Jack Baruth addresses the ongoing cultural defenestration of Richard Stallman:
The idea of truly free software given to the world for humanitarian purposes would not exist without Stallman. He was the only person who ever had the thought. Which means it is more radical than calculus, heavier-than-air flight, the theory of relativity, or the atomic bomb. It took someone with Stallman’s particular blend of Promethean IQ and mentally handicapped social skills to push it all the way to reality. You live in Richard Stallman’s world, whether you like it or not. He has had more influence on how we communicate in 2019 than any other single human being currently living. Any sane society would consider him a national treasure of greater importance than Fort Knox, to be cherished and protected accordingly.
Naturally, our society has decided to crucify him. A young woman with an axe to grind has instigated a lynch mob through an astoundingly ill-conceived and illogical bit of emotionally dependent rhetoric:
There are so many things wrong with what Richard Stallman said I hardly know where to begin…
She totally can’t even!
There is nothing I have seen a man in tech do that a woman could not. What’s more, the woman would probably be less egotistical and more team-oriented about it.
This is how you know the author is a mental child. Any of us “could do” many things. I could have written any song, novel, or movie screenplay that has appeared between 1982 and now. Except I didn’t. The Egyptians could have invented the airplane and the laser and the K-cup coffee maker, but they didn’t. Only children deal in potential. Adults deal in reality.
Also, I hate to tell her this, and its embarrassing that I should be the one to lecture an MIT graduate on this, but teams are for normies, for neurotypicals, for trash people who can’t retain multiple levels of variable dereferencing in their heads while coding. Teams do not accomplish, and have never accomplished, anything of genuine intellectual value.
The history of scientific progress is a history of individuals. Yes, you need a “team” to actually assemble the atomic bomb or the Intel Itanium or a commercial software product. You don’t need a team to conceive it and do the mental heavy lifting. The effective IQ of a team is the same as the lowest IQ in the team; the productivity of the team is a minor percentage of the productivity you could get from its smartest member working alone. Every once in a while you will see one brilliant person be inspired by another brilliant person in the near vicinity. This happens once for every hundred million times a “team” crushes the abilities of its members.
Richard Stallman is, by all normal human standards, a complete lunatic. He also happens to be a genuine genius. And more to the point, by every sane human standard, Richard Stallman has done nothing wrong. While I think his postulations concerning possible defenses of Marvin Minsky’s alleged behavior are both a) incorrect and b) irrelevant, there is nothing remotely questionable or surprising about his formulating and expressing them.
Can you even imagine Richard Stallman being courted and corrupted by Jeffrey Epstein? That not only stretches the bounds of credibility, it’s got the potential to be a hilarious comedy sketch.
Epstein: Hey, Richard, do you like to party? I know some nice girls who would like to meet you.
Stallman: I would not be happy at a party. Especially not if it’s raining. You have a big face. Do you have a parrot?
Epstein: Um, no….
Stallman: Go away! Go away now!
But this isn’t a comedy sketch, it is today’s ugly reality.
On September 16, 2019, Richard M. Stallman, founder and president of the Free Software Foundation, resigned as president and from its board of directors.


- [What needs to be done] Write out the whole listing below so that every line matches exactly.

#### Exercise material ####

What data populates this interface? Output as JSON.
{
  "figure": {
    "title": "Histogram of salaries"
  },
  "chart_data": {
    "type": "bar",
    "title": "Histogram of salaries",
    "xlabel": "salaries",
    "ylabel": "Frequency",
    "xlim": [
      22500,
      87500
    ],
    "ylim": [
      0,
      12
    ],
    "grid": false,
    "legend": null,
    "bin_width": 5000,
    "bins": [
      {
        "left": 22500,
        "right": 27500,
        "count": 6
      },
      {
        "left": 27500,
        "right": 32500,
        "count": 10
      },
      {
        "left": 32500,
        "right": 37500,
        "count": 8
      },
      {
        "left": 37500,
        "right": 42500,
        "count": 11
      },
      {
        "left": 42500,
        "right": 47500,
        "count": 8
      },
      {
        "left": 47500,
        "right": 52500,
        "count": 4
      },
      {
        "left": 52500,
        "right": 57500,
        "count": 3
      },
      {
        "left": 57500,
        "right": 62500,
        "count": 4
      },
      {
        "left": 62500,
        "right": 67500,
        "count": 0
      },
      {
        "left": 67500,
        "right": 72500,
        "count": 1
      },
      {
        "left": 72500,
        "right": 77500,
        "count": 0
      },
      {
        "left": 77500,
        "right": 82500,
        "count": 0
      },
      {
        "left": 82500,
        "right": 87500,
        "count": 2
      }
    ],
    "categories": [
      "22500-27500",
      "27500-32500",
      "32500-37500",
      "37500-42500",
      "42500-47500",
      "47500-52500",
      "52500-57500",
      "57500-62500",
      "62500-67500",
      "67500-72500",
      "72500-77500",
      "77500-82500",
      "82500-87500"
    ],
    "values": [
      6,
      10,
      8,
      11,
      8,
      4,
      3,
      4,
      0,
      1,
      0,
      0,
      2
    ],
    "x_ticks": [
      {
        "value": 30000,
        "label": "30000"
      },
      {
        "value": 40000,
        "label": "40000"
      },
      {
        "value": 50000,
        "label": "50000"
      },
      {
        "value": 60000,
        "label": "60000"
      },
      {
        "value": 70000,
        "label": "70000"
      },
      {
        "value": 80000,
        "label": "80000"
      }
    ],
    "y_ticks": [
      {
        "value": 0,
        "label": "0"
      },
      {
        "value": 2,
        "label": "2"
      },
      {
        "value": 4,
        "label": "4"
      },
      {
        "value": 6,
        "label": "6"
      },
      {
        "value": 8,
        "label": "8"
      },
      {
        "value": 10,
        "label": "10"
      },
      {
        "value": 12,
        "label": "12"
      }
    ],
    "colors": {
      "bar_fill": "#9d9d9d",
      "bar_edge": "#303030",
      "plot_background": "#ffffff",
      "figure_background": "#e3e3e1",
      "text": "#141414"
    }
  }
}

####

- [Completed task]
What data populates this interface? Output as JSON.
{
  "figure": {
    "title": "Histogram of salaries"
  },
  "chart_data": {
    "type": "bar",
    "title": "Histogram of salaries",
    "xlabel": "salaries",
    "ylabel": "Frequency",
    "xlim": [
      22500,
      87500
    ],
    "ylim": [
      0,
      12
    ],
    "grid": false,
    "legend": null,
    "bin_width": 5000,
    "bins": [
      {
        "left": 22500,
        "right": 27500,
        "count": 6
      },
      {
        "left": 27500,
        "right": 32500,
        "count": 10
      },
      {
        "left": 32500,
        "right": 37500,
        "count": 8
      },
      {
        "left": 37500,
        "right": 42500,
        "count": 11
      },
      {
        "left": 42500,
        "right": 47500,
        "count": 8
      },
      {
        "left": 47500,
        "right": 52500,
        "count": 4
      },
      {
        "left": 52500,
        "right": 57500,
        "count": 3
      },
      {
        "left": 57500,
        "right": 62500,
        "count": 4
      },
      {
        "left": 62500,
        "right": 67500,
        "count": 0
      },
      {
        "left": 67500,
        "right": 72500,
        "count": 1
      },
      {
        "left": 72500,
        "right": 77500,
        "count": 0
      },
      {
        "left": 77500,
        "right": 82500,
        "count": 0
      },
      {
        "left": 82500,
        "right": 87500,
        "count": 2
      }
    ],
    "categories": [
      "22500-27500",
      "27500-32500",
      "32500-37500",
      "37500-42500",
      "42500-47500",
      "47500-52500",
      "52500-57500",
      "57500-62500",
      "62500-67500",
      "67500-72500",
      "72500-77500",
      "77500-82500",
      "82500-87500"
    ],
    "values": [
      6,
      10,
      8,
      11,
      8,
      4,
      3,
      4,
      0,
      1,
      0,
      0,
      2
    ],
    "x_ticks": [
      {
        "value": 30000,
        "label": "30000"
      },
      {
        "value": 40000,
        "label": "40000"
      },
      {
        "value": 50000,
        "label": "50000"
      },
      {
        "value": 60000,
        "label": "60000"
      },
      {
        "value": 70000,
        "label": "70000"
      },
      {
        "value": 80000,
        "label": "80000"
      }
    ],
    "y_ticks": [
      {
        "value": 0,
        "label": "0"
      },
      {
        "value": 2,
        "label": "2"
      },
      {
        "value": 4,
        "label": "4"
      },
      {
        "value": 6,
        "label": "6"
      },
      {
        "value": 8,
        "label": "8"
      },
      {
        "value": 10,
        "label": "10"
      },
      {
        "value": 12,
        "label": "12"
      }
    ],
    "colors": {
      "bar_fill": "#9d9d9d",
      "bar_edge": "#303030",
      "plot_background": "#ffffff",
      "figure_background": "#e3e3e1",
      "text": "#141414"
    }
  }
}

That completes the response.